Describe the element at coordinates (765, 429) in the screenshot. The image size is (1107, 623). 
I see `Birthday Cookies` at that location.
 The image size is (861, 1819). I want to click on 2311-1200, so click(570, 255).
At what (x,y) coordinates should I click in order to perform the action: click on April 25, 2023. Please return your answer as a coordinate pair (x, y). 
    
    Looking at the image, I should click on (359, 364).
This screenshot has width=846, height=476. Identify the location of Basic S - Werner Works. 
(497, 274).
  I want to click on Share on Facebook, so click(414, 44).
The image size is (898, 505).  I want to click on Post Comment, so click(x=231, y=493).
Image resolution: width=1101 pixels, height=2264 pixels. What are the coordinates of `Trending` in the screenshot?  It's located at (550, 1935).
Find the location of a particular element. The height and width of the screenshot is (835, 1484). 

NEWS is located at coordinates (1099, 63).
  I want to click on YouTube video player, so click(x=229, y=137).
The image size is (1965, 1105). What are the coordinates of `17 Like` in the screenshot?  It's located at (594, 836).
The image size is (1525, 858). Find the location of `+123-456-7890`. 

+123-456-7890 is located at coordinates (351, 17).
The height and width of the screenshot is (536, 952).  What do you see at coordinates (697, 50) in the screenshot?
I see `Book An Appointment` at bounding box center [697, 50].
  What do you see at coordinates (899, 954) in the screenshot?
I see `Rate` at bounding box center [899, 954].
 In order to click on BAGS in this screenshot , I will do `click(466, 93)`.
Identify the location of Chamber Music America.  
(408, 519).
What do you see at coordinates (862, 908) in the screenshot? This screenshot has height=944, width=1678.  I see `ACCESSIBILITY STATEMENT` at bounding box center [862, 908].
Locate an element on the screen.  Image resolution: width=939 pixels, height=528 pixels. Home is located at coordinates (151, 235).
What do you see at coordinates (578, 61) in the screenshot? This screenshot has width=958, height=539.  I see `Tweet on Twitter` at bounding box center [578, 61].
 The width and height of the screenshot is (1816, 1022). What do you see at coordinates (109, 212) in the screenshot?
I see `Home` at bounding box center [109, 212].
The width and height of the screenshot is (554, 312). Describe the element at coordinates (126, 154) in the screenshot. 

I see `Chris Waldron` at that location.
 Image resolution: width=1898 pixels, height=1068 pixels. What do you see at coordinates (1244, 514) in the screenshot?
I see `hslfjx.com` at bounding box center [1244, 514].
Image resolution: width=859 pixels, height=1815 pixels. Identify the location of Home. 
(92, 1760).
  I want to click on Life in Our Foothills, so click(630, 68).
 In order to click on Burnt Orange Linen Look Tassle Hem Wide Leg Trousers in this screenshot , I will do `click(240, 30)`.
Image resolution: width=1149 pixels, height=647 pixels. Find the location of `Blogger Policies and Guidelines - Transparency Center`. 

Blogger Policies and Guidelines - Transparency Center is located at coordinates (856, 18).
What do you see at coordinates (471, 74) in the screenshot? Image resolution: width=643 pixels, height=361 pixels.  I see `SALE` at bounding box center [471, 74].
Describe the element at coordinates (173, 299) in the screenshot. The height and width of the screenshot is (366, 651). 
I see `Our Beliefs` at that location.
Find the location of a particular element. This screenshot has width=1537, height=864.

### Requirement
From the records above, transcribe without alteration every line from the one with "Find the location of a particular element. The" to the one with "The image size is (1965, 1105).", inclusive.

### Task answer
Find the location of a particular element. The height and width of the screenshot is (835, 1484). 

NEWS is located at coordinates (1099, 63).
  I want to click on YouTube video player, so click(x=229, y=137).
The image size is (1965, 1105). What are the coordinates of `17 Like` in the screenshot?  It's located at (594, 836).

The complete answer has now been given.